Vintage Historic

3 items

About Vintage Historic

The Vintage/Historic category on CoinDuffle brings together coins and currency from ancient civilizations, medieval kingdoms, and early modern empires — pieces that predate the standardized national mint programs collectors most commonly associate with modern numismatics. Listings span a wide chronological arc, from ancient Greek and Roman issues through Byzantine solidi and folles, medieval European coinage, and early colonial-era pieces that mark the transition into contemporary monetary systems.

What distinguishes this category is the depth of historical context each coin carries. A Byzantine gold coin struck under Heraclius (r. AD 610–641), for example, reflects the monetary conventions of the late Eastern Roman Empire — its iconography, weight standard, and die workmanship all rooted in a specific political and religious moment. Denominations, weight standards, and alloys vary considerably across the category, as do grading conventions; many pieces are certified by specialist third-party services such as NGC Ancients, which applies its own descriptive and numerical standards to ancient and medieval coinage.

On CoinDuffle, buyers will find Vintage/Historic listings sourced from multiple dealers, covering a range of periods, regions, civilizations, and grades. Certified (slabbed) examples sit alongside raw pieces, and material composition ranges from gold and silver to bronze and billon. Whether a collector is focused on a single empire, a particular ruler's portrait coinage, or a broad survey of pre-modern monetary history, the listings in this category reflect that diversity.

Updated May 2026

Frequently asked questions

This category covers coins from ancient, medieval, and early modern periods across a broad range of civilizations — including Greek city-states, the Roman and Byzantine Empires, medieval European kingdoms, Islamic dynasties, and colonial-era issues. The common thread is that these are pre-modern pieces with significant historical depth, distinct from the sovereign mint programs of the 19th century onward.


## WORK ITEM
Print out each entry without alteration, and keep the pictures out.

[Opening DATA EXTRACT section]

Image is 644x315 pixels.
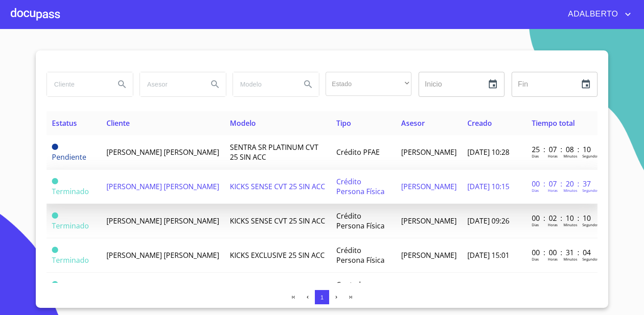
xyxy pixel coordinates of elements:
[563,222,577,227] p: Minutos
[532,188,539,193] p: Dias
[532,247,592,258] p: 00 : 00 : 31 : 04
[532,213,592,223] p: 00 : 02 : 10 : 10
[315,290,329,304] button: 1
[230,182,325,191] span: KICKS SENSE CVT 25 SIN ACC
[532,154,539,159] p: Dias
[402,182,457,191] span: [PERSON_NAME]
[582,257,598,261] p: Segundos
[582,154,598,159] p: Segundos
[582,222,598,227] p: Segundos
[52,153,86,162] span: Pendiente
[52,187,89,197] span: Terminado
[112,74,133,95] button: Search
[230,118,256,128] span: Modelo
[106,216,219,226] span: [PERSON_NAME] [PERSON_NAME]
[230,142,318,162] span: SENTRA SR PLATINUM CVT 25 SIN ACC
[402,216,457,226] span: [PERSON_NAME]
[52,178,58,184] span: Terminado
[532,222,539,227] p: Dias
[582,188,598,193] p: Segundos
[467,118,492,128] span: Creado
[563,257,577,261] p: Minutos
[106,251,219,261] span: [PERSON_NAME] [PERSON_NAME]
[467,147,510,157] span: [DATE] 10:28
[547,188,558,193] p: Horas
[336,280,385,299] span: Contado Persona Física
[402,118,424,128] span: Asesor
[402,251,457,261] span: [PERSON_NAME]
[532,257,539,261] p: Dias
[106,182,219,191] span: [PERSON_NAME] [PERSON_NAME]
[467,182,510,191] span: [DATE] 10:15
[561,7,622,21] span: ADALBERTO
[563,154,577,159] p: Minutos
[140,72,201,97] input: search
[52,247,58,254] span: Terminado
[52,212,58,218] span: Terminado
[205,74,226,95] button: Search
[532,179,592,189] p: 00 : 07 : 20 : 37
[106,147,219,157] span: [PERSON_NAME] [PERSON_NAME]
[106,118,130,128] span: Cliente
[547,154,558,159] p: Horas
[561,7,633,21] button: account of current user
[52,221,89,231] span: Terminado
[320,294,323,301] span: 1
[230,251,324,261] span: KICKS EXCLUSIVE 25 SIN ACC
[47,72,108,97] input: search
[336,147,380,157] span: Crédito PFAE
[547,257,558,261] p: Horas
[532,283,592,292] p: 00 : 00 : 11 : 44
[52,282,58,288] span: Terminado
[467,216,510,226] span: [DATE] 09:26
[467,251,510,261] span: [DATE] 15:01
[336,118,351,128] span: Tipo
[336,211,385,231] span: Crédito Persona Física
[52,144,58,150] span: Pendiente
[52,118,77,128] span: Estatus
[547,222,558,227] p: Horas
[230,216,325,226] span: KICKS SENSE CVT 25 SIN ACC
[532,118,575,128] span: Tiempo total
[52,255,89,265] span: Terminado
[325,72,411,96] div: ​
[336,246,385,265] span: Crédito Persona Física
[532,145,592,154] p: 25 : 07 : 08 : 10
[563,188,577,193] p: Minutos
[297,74,319,95] button: Search
[233,72,293,97] input: search
[402,147,457,157] span: [PERSON_NAME]
[336,177,385,197] span: Crédito Persona Física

[Closing DATA EXTRACT section]

## SOLUTION TO THIS EXERCISE
Image is 644x315 pixels.
xyxy pixel coordinates of elements:
[563,222,577,227] p: Minutos
[532,188,539,193] p: Dias
[532,247,592,258] p: 00 : 00 : 31 : 04
[532,213,592,223] p: 00 : 02 : 10 : 10
[315,290,329,304] button: 1
[230,182,325,191] span: KICKS SENSE CVT 25 SIN ACC
[532,154,539,159] p: Dias
[402,182,457,191] span: [PERSON_NAME]
[582,257,598,261] p: Segundos
[582,154,598,159] p: Segundos
[582,222,598,227] p: Segundos
[52,153,86,162] span: Pendiente
[52,187,89,197] span: Terminado
[112,74,133,95] button: Search
[230,118,256,128] span: Modelo
[106,216,219,226] span: [PERSON_NAME] [PERSON_NAME]
[230,142,318,162] span: SENTRA SR PLATINUM CVT 25 SIN ACC
[402,216,457,226] span: [PERSON_NAME]
[52,178,58,184] span: Terminado
[532,222,539,227] p: Dias
[582,188,598,193] p: Segundos
[467,118,492,128] span: Creado
[563,257,577,261] p: Minutos
[106,251,219,261] span: [PERSON_NAME] [PERSON_NAME]
[467,147,510,157] span: [DATE] 10:28
[547,188,558,193] p: Horas
[336,280,385,299] span: Contado Persona Física
[402,118,424,128] span: Asesor
[402,251,457,261] span: [PERSON_NAME]
[532,257,539,261] p: Dias
[106,182,219,191] span: [PERSON_NAME] [PERSON_NAME]
[467,182,510,191] span: [DATE] 10:15
[561,7,622,21] span: ADALBERTO
[563,154,577,159] p: Minutos
[140,72,201,97] input: search
[52,247,58,254] span: Terminado
[52,212,58,218] span: Terminado
[205,74,226,95] button: Search
[532,179,592,189] p: 00 : 07 : 20 : 37
[106,147,219,157] span: [PERSON_NAME] [PERSON_NAME]
[106,118,130,128] span: Cliente
[547,154,558,159] p: Horas
[561,7,633,21] button: account of current user
[52,221,89,231] span: Terminado
[320,294,323,301] span: 1
[230,251,324,261] span: KICKS EXCLUSIVE 25 SIN ACC
[47,72,108,97] input: search
[336,147,380,157] span: Crédito PFAE
[547,257,558,261] p: Horas
[532,283,592,292] p: 00 : 00 : 11 : 44
[52,282,58,288] span: Terminado
[467,216,510,226] span: [DATE] 09:26
[467,251,510,261] span: [DATE] 15:01
[336,118,351,128] span: Tipo
[336,211,385,231] span: Crédito Persona Física
[52,144,58,150] span: Pendiente
[52,118,77,128] span: Estatus
[547,222,558,227] p: Horas
[230,216,325,226] span: KICKS SENSE CVT 25 SIN ACC
[532,118,575,128] span: Tiempo total
[52,255,89,265] span: Terminado
[325,72,411,96] div: ​
[336,246,385,265] span: Crédito Persona Física
[532,145,592,154] p: 25 : 07 : 08 : 10
[563,188,577,193] p: Minutos
[297,74,319,95] button: Search
[233,72,293,97] input: search
[402,147,457,157] span: [PERSON_NAME]
[336,177,385,197] span: Crédito Persona Física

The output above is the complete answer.